At the same time that wages are frozen and jobs are insecure, many people accrue massive debts in order to keep themselves and their families afloat. We already know about the foreclosure crisis of recent years, and more attention has been paid of late to mounting student loan debt and its impact on the capacity of present and future generations to ever attain even modest goals like solvency let alone security. It’s a hard bargain to accept when our assets are ephemeral but our debts can last forever. Even death doesn’t free us from the clutches of creditors — although presumably it relieves us of the obligation to answer emails, generate reports, update our statuses, and keep our résumés current. One can surmise that coping with nights of the living dead might seem preferable to endless deadening days.

Against such a backdrop it’s no wonder that people sometimes break, and almost surprising that more of us don’t. And it’s also no wonder that escapist tales of the “grid going down” and the “end of days” being ushered in can provide a release from the doldrums and vicissitudes of everyday work and life.
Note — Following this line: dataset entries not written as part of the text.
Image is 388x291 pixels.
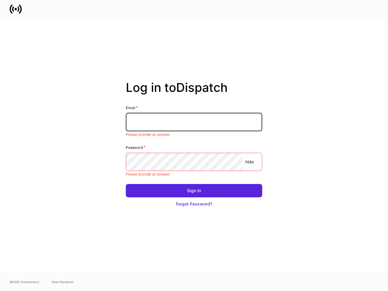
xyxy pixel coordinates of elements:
[126,132,262,137] p: Please provide an answer.
[187,188,201,194] div: Sign In
[245,159,254,165] p: hide
[126,172,262,177] p: Please provide an answer.
[126,144,145,150] h6: Password
[126,80,262,105] h2: Log in to Dispatch
[176,201,212,207] div: Forgot Password?
[126,197,262,211] button: Forgot Password?
[52,279,74,284] a: Data Disclaimer
[10,279,39,284] span: © 2025 OneAdvisory
[126,184,262,197] button: Sign In
[126,105,138,111] h6: Email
One can also see in many of these end-time narratives a strand of egalitarianism creeping in, as the ostensible disasters strike elites and common-folk alike (often with the latter struggling against the remaining vestiges of the former) and as people are placed on a par without regard to their station or function in the days before the grand demise. The cataclysm can promote a sense of common humanity.

Interestingly, real-life experiences of natural and human-made disaster often elicit demonstrable forms of solidarity and cooperation. When the demands of a generally dehumanizing mode of daily life recede, people can at times reclaim a deeper sense of their humanity even under very challenging conditions. This empirical realization, coupled with its speculative fictional counterpart, suggests not that people want time off to do nothing or for mere diversions, but more so that people in fact want to be able to work toward something purposeful, exciting, and authentic in their lives. Indeed, the notion of waking up one day to find oneself surrounded by the “undead” may be just what people have been longing for.

In the meantime, we still need to meet each day prepared to engage the world as we find it, even as we might imagine what it could be like if a moment of deus ex machina were suddenly to intervene. On the other hand, if we could reorient our perspective just a bit, we might also awaken to discover that it need not take an acute disaster to rekindle our shared humanity and stoke the widespread desire to be part of something larger than ourselves. The slow and steady catastrophe, the one we’re continually being habituated to accept, is as outlandish as any contrived post-apocalyptic plot device. Perhaps if more people felt called upon as heroes and protectors in the spirit of mutual survival now rather than in some dramatized future, we just might find more of our best without experiencing so much of the worst.

As we navigate the season of outlandish consumption and sociopolitical hangovers, it behooves us to consider what exactly it means to do “work” in this world. If it’s simply a matter of giving our labor over to another in exchange for the means to acquire funds to be spent back to the bosses in the first place, then we haven’t really wandered too far outside of the “company town” after all. If it’s about holding onto some version of a “great” past that primarily pitted segments of workers against one another, then we’re only going to see more of those antipathies serve to divide and conquer us based on invidious distinctions. On the other hand, if it’s about being part of something beyond ourselves and working in concert with others to produce meaningful things in the process, then we have myriad constructive opportunities to accomplish this. As the genre counsels, we either struggle together and survive, or go in fear and finally perish one by one. Our work is to resist dead-end demagoguery and reclaim our living.

Randall Amster, J.D., Ph.D., is Director of the Program on Justice and Peace at Georgetown University, and is the author of books including Peace Ecology.